#### Work order
Each record is to be repeated exactly as it stands below.
|---|
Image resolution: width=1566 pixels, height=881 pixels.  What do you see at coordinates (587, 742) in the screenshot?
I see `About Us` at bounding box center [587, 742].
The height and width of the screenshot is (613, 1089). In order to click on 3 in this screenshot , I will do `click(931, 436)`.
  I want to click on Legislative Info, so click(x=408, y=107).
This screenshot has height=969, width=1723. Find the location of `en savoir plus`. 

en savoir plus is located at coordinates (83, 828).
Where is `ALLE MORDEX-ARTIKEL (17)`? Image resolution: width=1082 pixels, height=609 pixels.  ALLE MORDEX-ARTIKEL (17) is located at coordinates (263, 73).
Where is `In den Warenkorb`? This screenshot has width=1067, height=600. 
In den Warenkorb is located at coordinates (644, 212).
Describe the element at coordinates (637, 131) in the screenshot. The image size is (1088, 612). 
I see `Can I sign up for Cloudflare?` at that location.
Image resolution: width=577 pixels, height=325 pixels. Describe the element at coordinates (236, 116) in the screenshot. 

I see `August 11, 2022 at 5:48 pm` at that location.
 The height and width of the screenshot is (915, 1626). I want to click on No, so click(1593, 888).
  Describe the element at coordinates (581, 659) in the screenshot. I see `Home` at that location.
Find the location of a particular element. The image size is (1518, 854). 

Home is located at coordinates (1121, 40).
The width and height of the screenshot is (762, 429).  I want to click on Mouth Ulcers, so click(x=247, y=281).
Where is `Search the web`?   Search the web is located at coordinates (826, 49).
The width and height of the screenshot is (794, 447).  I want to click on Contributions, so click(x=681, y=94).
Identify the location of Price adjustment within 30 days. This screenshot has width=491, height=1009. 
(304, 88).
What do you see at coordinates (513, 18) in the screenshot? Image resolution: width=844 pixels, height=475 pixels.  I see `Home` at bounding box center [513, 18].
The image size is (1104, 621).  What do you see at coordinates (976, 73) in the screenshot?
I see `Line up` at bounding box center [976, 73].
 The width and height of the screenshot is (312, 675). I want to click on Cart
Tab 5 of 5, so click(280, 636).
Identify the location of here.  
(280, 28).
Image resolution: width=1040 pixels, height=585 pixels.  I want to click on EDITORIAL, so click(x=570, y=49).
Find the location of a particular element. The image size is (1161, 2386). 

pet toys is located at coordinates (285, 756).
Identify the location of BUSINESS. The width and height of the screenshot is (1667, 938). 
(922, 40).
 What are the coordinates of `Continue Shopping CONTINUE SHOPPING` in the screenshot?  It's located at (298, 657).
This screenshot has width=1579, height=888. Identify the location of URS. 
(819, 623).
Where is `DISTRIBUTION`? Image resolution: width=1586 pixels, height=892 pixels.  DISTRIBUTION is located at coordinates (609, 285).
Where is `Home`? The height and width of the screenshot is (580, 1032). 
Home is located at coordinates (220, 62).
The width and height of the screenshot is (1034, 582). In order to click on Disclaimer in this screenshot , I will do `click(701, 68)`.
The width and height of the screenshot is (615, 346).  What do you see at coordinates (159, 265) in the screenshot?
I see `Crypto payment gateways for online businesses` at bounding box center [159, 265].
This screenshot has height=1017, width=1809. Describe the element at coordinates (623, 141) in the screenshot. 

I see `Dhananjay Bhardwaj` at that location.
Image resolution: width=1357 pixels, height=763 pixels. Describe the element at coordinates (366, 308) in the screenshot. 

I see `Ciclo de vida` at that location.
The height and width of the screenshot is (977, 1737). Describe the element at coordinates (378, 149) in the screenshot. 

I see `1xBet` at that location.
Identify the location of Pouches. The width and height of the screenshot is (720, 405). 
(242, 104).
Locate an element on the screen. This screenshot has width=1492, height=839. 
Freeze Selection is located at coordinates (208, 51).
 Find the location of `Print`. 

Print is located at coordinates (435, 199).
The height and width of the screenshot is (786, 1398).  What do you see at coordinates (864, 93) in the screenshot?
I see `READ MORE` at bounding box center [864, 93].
|---|
#### Answer space
Image resolution: width=1566 pixels, height=881 pixels.  What do you see at coordinates (587, 742) in the screenshot?
I see `About Us` at bounding box center [587, 742].
The height and width of the screenshot is (613, 1089). In order to click on 3 in this screenshot , I will do `click(931, 436)`.
  I want to click on Legislative Info, so click(x=408, y=107).
This screenshot has height=969, width=1723. Find the location of `en savoir plus`. 

en savoir plus is located at coordinates (83, 828).
Where is `ALLE MORDEX-ARTIKEL (17)`? Image resolution: width=1082 pixels, height=609 pixels.  ALLE MORDEX-ARTIKEL (17) is located at coordinates (263, 73).
Where is `In den Warenkorb`? This screenshot has width=1067, height=600. 
In den Warenkorb is located at coordinates (644, 212).
Describe the element at coordinates (637, 131) in the screenshot. The image size is (1088, 612). 
I see `Can I sign up for Cloudflare?` at that location.
Image resolution: width=577 pixels, height=325 pixels. Describe the element at coordinates (236, 116) in the screenshot. 

I see `August 11, 2022 at 5:48 pm` at that location.
 The height and width of the screenshot is (915, 1626). I want to click on No, so click(1593, 888).
  Describe the element at coordinates (581, 659) in the screenshot. I see `Home` at that location.
Find the location of a particular element. The image size is (1518, 854). 

Home is located at coordinates (1121, 40).
The width and height of the screenshot is (762, 429).  I want to click on Mouth Ulcers, so click(x=247, y=281).
Where is `Search the web`?   Search the web is located at coordinates (826, 49).
The width and height of the screenshot is (794, 447).  I want to click on Contributions, so click(x=681, y=94).
Identify the location of Price adjustment within 30 days. This screenshot has width=491, height=1009. 
(304, 88).
What do you see at coordinates (513, 18) in the screenshot? Image resolution: width=844 pixels, height=475 pixels.  I see `Home` at bounding box center [513, 18].
The image size is (1104, 621).  What do you see at coordinates (976, 73) in the screenshot?
I see `Line up` at bounding box center [976, 73].
 The width and height of the screenshot is (312, 675). I want to click on Cart
Tab 5 of 5, so click(280, 636).
Identify the location of here.  
(280, 28).
Image resolution: width=1040 pixels, height=585 pixels.  I want to click on EDITORIAL, so click(x=570, y=49).
Find the location of a particular element. The image size is (1161, 2386). 

pet toys is located at coordinates (285, 756).
Identify the location of BUSINESS. The width and height of the screenshot is (1667, 938). 
(922, 40).
 What are the coordinates of `Continue Shopping CONTINUE SHOPPING` in the screenshot?  It's located at (298, 657).
This screenshot has width=1579, height=888. Identify the location of URS. 
(819, 623).
Where is `DISTRIBUTION`? Image resolution: width=1586 pixels, height=892 pixels.  DISTRIBUTION is located at coordinates (609, 285).
Where is `Home`? The height and width of the screenshot is (580, 1032). 
Home is located at coordinates (220, 62).
The width and height of the screenshot is (1034, 582). In order to click on Disclaimer in this screenshot , I will do `click(701, 68)`.
The width and height of the screenshot is (615, 346).  What do you see at coordinates (159, 265) in the screenshot?
I see `Crypto payment gateways for online businesses` at bounding box center [159, 265].
This screenshot has height=1017, width=1809. Describe the element at coordinates (623, 141) in the screenshot. 

I see `Dhananjay Bhardwaj` at that location.
Image resolution: width=1357 pixels, height=763 pixels. Describe the element at coordinates (366, 308) in the screenshot. 

I see `Ciclo de vida` at that location.
The height and width of the screenshot is (977, 1737). Describe the element at coordinates (378, 149) in the screenshot. 

I see `1xBet` at that location.
Identify the location of Pouches. The width and height of the screenshot is (720, 405). 
(242, 104).
Locate an element on the screen. This screenshot has width=1492, height=839. 
Freeze Selection is located at coordinates (208, 51).
 Find the location of `Print`. 

Print is located at coordinates (435, 199).
The height and width of the screenshot is (786, 1398).  What do you see at coordinates (864, 93) in the screenshot?
I see `READ MORE` at bounding box center [864, 93].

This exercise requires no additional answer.